A photovoltaic module or photovoltaic panel is a packaged interconnected assembly of photovoltaic cells, also known as solar cells. The photovoltaic module, known more commonly as the solar panel, is then used as a component in a larger photovoltaic system to offer electricity for commercial and residential applications.
Because a single photovoltaic module can only produce a limited amount of power, many installations contain several modules or panels and this is known as a photovoltaic array. A photovoltaic installation typically includes an array of photovoltaic modules or panels, an inverter, batteries and interconnection wiring.
Photovoltaic systems are used for either on- or off-grid applications, and for solar panels on spacecraft.
Most solar module are currently produced from silicon PV cells. These are typically categorized into either monocrystalline or multicrystalline modules.
Third generation solar cells are advanced thin-film cells. They produce high-efficiency conversion at low cost.
In rigid thin film modules, the cell and the module are manufactured in the same production line.
The cell is created directly on a glass substrate or superstrate, and the electrical connections are created in situ, a so called "monolithic integration". The substrate or superstrate is laminated with an encapsulant to a front or back sheet, usually another sheet of glass.
The main cell technologies in this category are CdTe, or a-Si, or a-Si+uc-Si tandem, or CIGS (or variant). Amorphous silicon has a sunlight conversion rate of 6-12%.
Flexible thin film cells and modules are created on the same production line by depositing the photoactive layer and other necessary layers on a flexible substrate.
If the substrate is an insulator (e.g. polyester or polyimide film) then monolithic integration can be used.
If it is a conductor then another technique for electrical connection must be used.
The cells are assembled into modules by laminating them to a transparent colourless fluoropolymer on the front side (typically ETFE or FEP) and a polymer suitable for bonding to the final substrate on the other side. The only commercially available (in MW quantities) flexible module uses amorphous silicon triple junction (from Unisolar).
So-called inverted metamorphic (IMM) multijunction solar cells made on compound-semiconductor technology are just becoming commercialized in July 2008. The University of Michigan's solar car that won the North American Solar challenge in July 2008 used IMM thin-film flexible solar cells.
The requirements for residential and commercial are different in that the residential needs are simple and can be packaged so that as technology at the solar cell progress, the other base line equipment such as the battery, inverter and voltage sensing transfer switch still need to be compacted and unitized for residential use. Commercial use, depending on the size of the service will be limited in the photovoltaic cell arena, and more complex parabolic reflectors and solar concentrators are becoming the dominant technology.
The global flexible and thin-film photovoltaic (PV) market, despite caution in the overall PV industry, is expected to experience a CAGR of over 35% to 2019, surpassing 32GW according to a major new study by IntertechPira.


WHAT YOU SHOULD DO:
All of the lines below should be copied word for word.

DATA UNDER STUDY:
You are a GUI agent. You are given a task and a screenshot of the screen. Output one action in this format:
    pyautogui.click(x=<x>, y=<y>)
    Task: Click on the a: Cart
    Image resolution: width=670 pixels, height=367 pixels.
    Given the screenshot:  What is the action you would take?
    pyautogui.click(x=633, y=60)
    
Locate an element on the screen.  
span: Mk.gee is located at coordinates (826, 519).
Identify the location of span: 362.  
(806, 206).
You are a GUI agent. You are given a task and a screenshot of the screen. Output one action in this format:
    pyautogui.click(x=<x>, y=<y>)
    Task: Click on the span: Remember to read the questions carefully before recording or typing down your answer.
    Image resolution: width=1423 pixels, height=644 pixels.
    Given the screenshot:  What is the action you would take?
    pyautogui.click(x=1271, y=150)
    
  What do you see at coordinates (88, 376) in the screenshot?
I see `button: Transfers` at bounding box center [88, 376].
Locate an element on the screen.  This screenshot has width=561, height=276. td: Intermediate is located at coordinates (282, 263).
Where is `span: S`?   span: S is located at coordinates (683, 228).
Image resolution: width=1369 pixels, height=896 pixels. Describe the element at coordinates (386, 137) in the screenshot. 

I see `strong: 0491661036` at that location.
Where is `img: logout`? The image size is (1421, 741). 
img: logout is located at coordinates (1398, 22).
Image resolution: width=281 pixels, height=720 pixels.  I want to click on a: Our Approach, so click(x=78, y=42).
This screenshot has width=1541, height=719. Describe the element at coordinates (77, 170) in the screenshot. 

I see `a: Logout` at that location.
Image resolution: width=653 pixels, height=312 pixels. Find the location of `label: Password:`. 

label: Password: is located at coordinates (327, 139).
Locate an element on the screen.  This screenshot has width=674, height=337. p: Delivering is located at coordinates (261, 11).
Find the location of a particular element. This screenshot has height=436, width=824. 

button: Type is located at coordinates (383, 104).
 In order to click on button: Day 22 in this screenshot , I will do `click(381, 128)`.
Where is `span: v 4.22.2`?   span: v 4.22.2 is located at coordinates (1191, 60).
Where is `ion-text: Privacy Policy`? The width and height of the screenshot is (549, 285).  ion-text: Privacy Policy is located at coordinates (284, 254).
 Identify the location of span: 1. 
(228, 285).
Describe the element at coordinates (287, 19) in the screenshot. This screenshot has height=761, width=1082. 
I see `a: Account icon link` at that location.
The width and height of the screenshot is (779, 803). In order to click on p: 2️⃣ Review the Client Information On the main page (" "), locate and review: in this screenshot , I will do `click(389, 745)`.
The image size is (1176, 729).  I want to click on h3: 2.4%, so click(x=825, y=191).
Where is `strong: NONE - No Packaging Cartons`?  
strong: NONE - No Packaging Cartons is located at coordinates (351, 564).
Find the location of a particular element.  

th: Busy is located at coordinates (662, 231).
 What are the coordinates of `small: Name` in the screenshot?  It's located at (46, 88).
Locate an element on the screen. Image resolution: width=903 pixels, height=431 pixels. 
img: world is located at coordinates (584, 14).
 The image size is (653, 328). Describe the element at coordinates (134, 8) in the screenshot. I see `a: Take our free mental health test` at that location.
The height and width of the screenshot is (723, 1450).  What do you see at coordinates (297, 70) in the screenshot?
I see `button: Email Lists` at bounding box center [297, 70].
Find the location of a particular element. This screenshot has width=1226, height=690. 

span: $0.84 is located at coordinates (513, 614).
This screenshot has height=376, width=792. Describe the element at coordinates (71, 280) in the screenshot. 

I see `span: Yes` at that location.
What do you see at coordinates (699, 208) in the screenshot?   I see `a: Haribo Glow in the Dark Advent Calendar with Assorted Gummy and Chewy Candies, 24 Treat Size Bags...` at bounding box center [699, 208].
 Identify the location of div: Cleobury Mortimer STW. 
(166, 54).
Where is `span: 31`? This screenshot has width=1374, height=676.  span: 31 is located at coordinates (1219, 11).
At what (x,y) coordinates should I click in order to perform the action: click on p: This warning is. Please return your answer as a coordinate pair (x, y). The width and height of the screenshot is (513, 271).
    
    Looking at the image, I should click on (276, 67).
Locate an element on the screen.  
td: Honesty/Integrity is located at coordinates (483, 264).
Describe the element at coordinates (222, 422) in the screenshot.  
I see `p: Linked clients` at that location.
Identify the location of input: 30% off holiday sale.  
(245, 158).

SOLUTION FOR THIS EXERCISE:
You are a GUI agent. You are given a task and a screenshot of the screen. Output one action in this format:
    pyautogui.click(x=<x>, y=<y>)
    Task: Click on the a: Cart
    Image resolution: width=670 pixels, height=367 pixels.
    Given the screenshot:  What is the action you would take?
    pyautogui.click(x=633, y=60)
    
Locate an element on the screen.  
span: Mk.gee is located at coordinates (826, 519).
Identify the location of span: 362.  
(806, 206).
You are a GUI agent. You are given a task and a screenshot of the screen. Output one action in this format:
    pyautogui.click(x=<x>, y=<y>)
    Task: Click on the span: Remember to read the questions carefully before recording or typing down your answer.
    Image resolution: width=1423 pixels, height=644 pixels.
    Given the screenshot:  What is the action you would take?
    pyautogui.click(x=1271, y=150)
    
  What do you see at coordinates (88, 376) in the screenshot?
I see `button: Transfers` at bounding box center [88, 376].
Locate an element on the screen.  This screenshot has width=561, height=276. td: Intermediate is located at coordinates (282, 263).
Where is `span: S`?   span: S is located at coordinates (683, 228).
Image resolution: width=1369 pixels, height=896 pixels. Describe the element at coordinates (386, 137) in the screenshot. 

I see `strong: 0491661036` at that location.
Where is `img: logout`? The image size is (1421, 741). 
img: logout is located at coordinates (1398, 22).
Image resolution: width=281 pixels, height=720 pixels.  I want to click on a: Our Approach, so click(x=78, y=42).
This screenshot has width=1541, height=719. Describe the element at coordinates (77, 170) in the screenshot. 

I see `a: Logout` at that location.
Image resolution: width=653 pixels, height=312 pixels. Find the location of `label: Password:`. 

label: Password: is located at coordinates (327, 139).
Locate an element on the screen.  This screenshot has width=674, height=337. p: Delivering is located at coordinates (261, 11).
Find the location of a particular element. This screenshot has height=436, width=824. 

button: Type is located at coordinates (383, 104).
 In order to click on button: Day 22 in this screenshot , I will do `click(381, 128)`.
Where is `span: v 4.22.2`?   span: v 4.22.2 is located at coordinates (1191, 60).
Where is `ion-text: Privacy Policy`? The width and height of the screenshot is (549, 285).  ion-text: Privacy Policy is located at coordinates (284, 254).
 Identify the location of span: 1. 
(228, 285).
Describe the element at coordinates (287, 19) in the screenshot. This screenshot has height=761, width=1082. 
I see `a: Account icon link` at that location.
The width and height of the screenshot is (779, 803). In order to click on p: 2️⃣ Review the Client Information On the main page (" "), locate and review: in this screenshot , I will do `click(389, 745)`.
The image size is (1176, 729).  I want to click on h3: 2.4%, so click(x=825, y=191).
Where is `strong: NONE - No Packaging Cartons`?  
strong: NONE - No Packaging Cartons is located at coordinates (351, 564).
Find the location of a particular element.  

th: Busy is located at coordinates (662, 231).
 What are the coordinates of `small: Name` in the screenshot?  It's located at (46, 88).
Locate an element on the screen. Image resolution: width=903 pixels, height=431 pixels. 
img: world is located at coordinates (584, 14).
 The image size is (653, 328). Describe the element at coordinates (134, 8) in the screenshot. I see `a: Take our free mental health test` at that location.
The height and width of the screenshot is (723, 1450).  What do you see at coordinates (297, 70) in the screenshot?
I see `button: Email Lists` at bounding box center [297, 70].
Find the location of a particular element. This screenshot has width=1226, height=690. 

span: $0.84 is located at coordinates (513, 614).
This screenshot has height=376, width=792. Describe the element at coordinates (71, 280) in the screenshot. 

I see `span: Yes` at that location.
What do you see at coordinates (699, 208) in the screenshot?   I see `a: Haribo Glow in the Dark Advent Calendar with Assorted Gummy and Chewy Candies, 24 Treat Size Bags...` at bounding box center [699, 208].
 Identify the location of div: Cleobury Mortimer STW. 
(166, 54).
Where is `span: 31`? This screenshot has width=1374, height=676.  span: 31 is located at coordinates (1219, 11).
At what (x,y) coordinates should I click in order to perform the action: click on p: This warning is. Please return your answer as a coordinate pair (x, y). The width and height of the screenshot is (513, 271).
    
    Looking at the image, I should click on (276, 67).
Locate an element on the screen.  
td: Honesty/Integrity is located at coordinates (483, 264).
Describe the element at coordinates (222, 422) in the screenshot.  
I see `p: Linked clients` at that location.
Identify the location of input: 30% off holiday sale.  
(245, 158).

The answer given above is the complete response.